A Reddit user reported: “I run a $10 plan that changes my workflow to the point where I am actually using Minimax 2.7 as Claude Cowork for a fraction of the cost.”

Cost Comparison

ModelInput $/MOutput $/MCache ReadContext
MiniMax M2.7$0.30$1.20$0.0365K
Claude Opus 4.5$15.00$75.00$1.50200K
Claude Sonnet 4$3.00$15.00$0.30200K
GPT-4o$2.50$10.00$1.25128K

Monthly Estimate (10M input tokens):

  • MiniMax M2.7: ~$3-10 (with caching)
  • Claude Sonnet 4: ~$30-60
  • Claude Opus 4.5: ~$150-300

Common Mistakes

Mistake 1: Wrong API Endpoint

  • Use https://openrouter.ai/api/v1 (not /anthropic)

Mistake 2: Missing Context Window

  • Set contextWindow: 65536 for M2.7’s 65K token limit

Mistake 3: Incorrect Model ID

  • Use minimax/minimax-2-7 format for OpenRouter routing

Mistake 4: Ignoring Cache Settings

  • Enable cache for 90% cost reduction on repeated queries

Mistake 5: Skipping Channel Setup

  • Configure Telegram/Discord before testing workflows

Why This Matters

Cost Reduction: MiniMax M2.7 costs ~$0.30/M input tokens vs Claude’s $3/M (10x savings)

Performance Parity: M2.7 matches GPT-5 and Opus 4.6 on coding benchmarks:

  • SWE-Pro benchmark: 56.22% correctness (matches GPT-5.3-Codex)
  • VIBE-Pro repo-level code generation: 55.6% (nearly matches Opus 4.6)

Privacy Control: All processing runs locally on your infrastructure

Workflow Integration: Native support for Telegram, Discord, WhatsApp, Slack

Summary

In this post, I showed how to configure OpenClaw with MiniMax M2.7 for cost-effective AI assistance.
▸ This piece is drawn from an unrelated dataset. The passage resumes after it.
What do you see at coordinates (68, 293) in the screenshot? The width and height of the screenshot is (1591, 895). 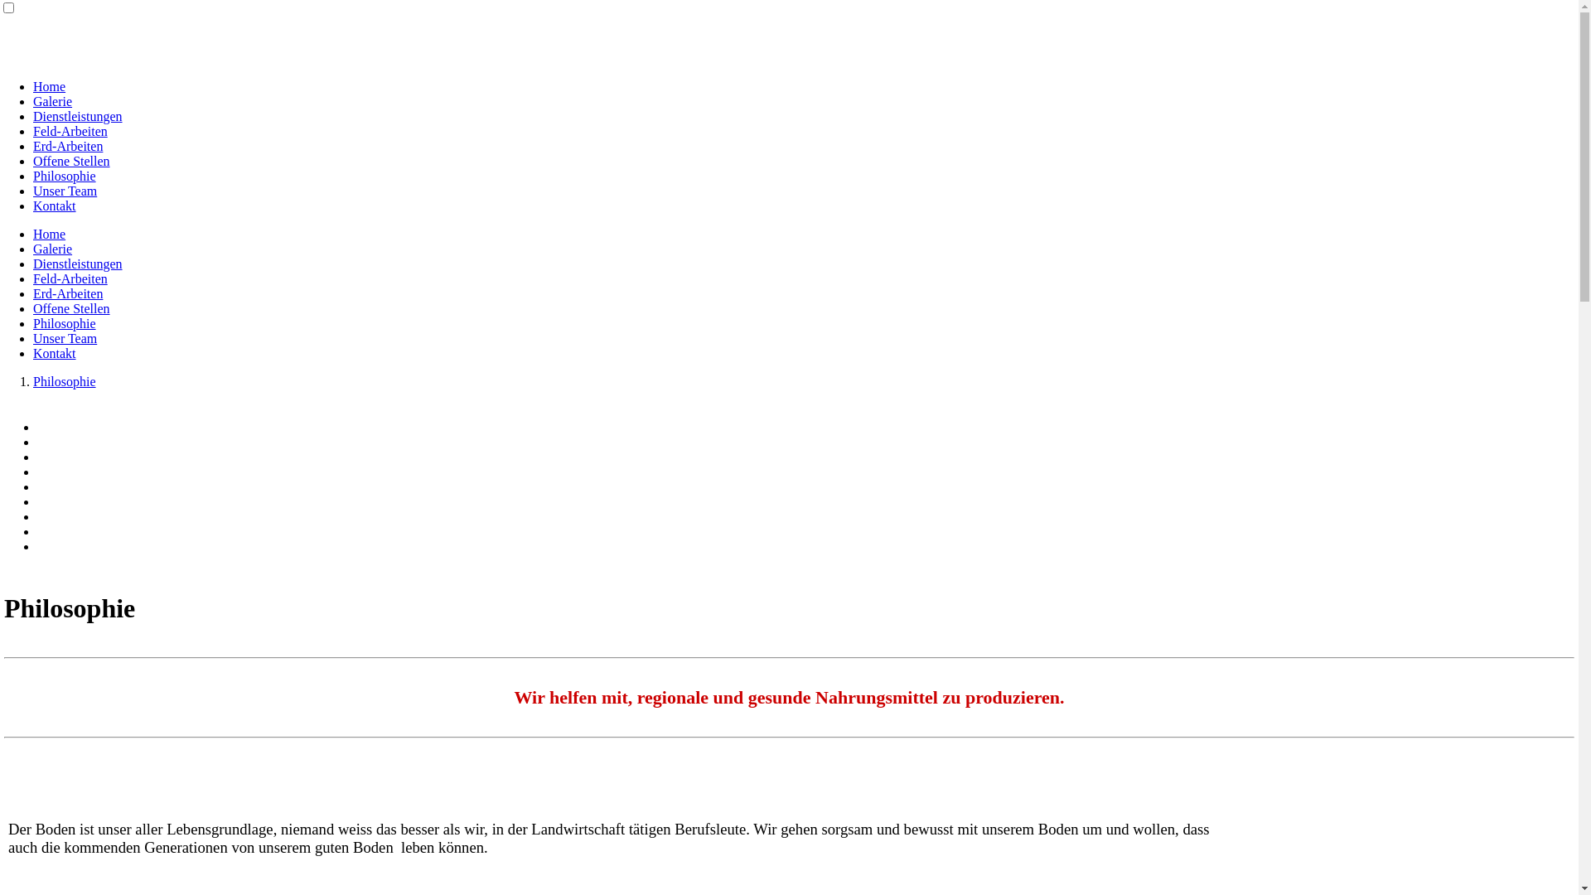 I see `Erd-Arbeiten` at bounding box center [68, 293].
The key point is that this setup delivers Claude-level intelligence at 10-50x lower cost through OpenRouter’s unified API and OpenClaw’s channel integrations.

Next Steps:

  1. Create an OpenRouter account and generate an API key
  2. Install OpenClaw via npm
  3. Configure MiniMax M2.7 as your default model
  4. Set up Telegram channel for voice-first workflows
  5. Enable Syncthing for cross-device file synchronization
  6. Start using your cost-effective Claude alternative

Final Words + More Resources

My intention with this article was to help others share my knowledge and experience. If you want to contact me, you can contact by email: Email me

Here are also the most important links from this article along with some further resources that will help you in this scope:

Oh, and if you found these resources useful, don’t forget to support me by starring the repo on GitHub!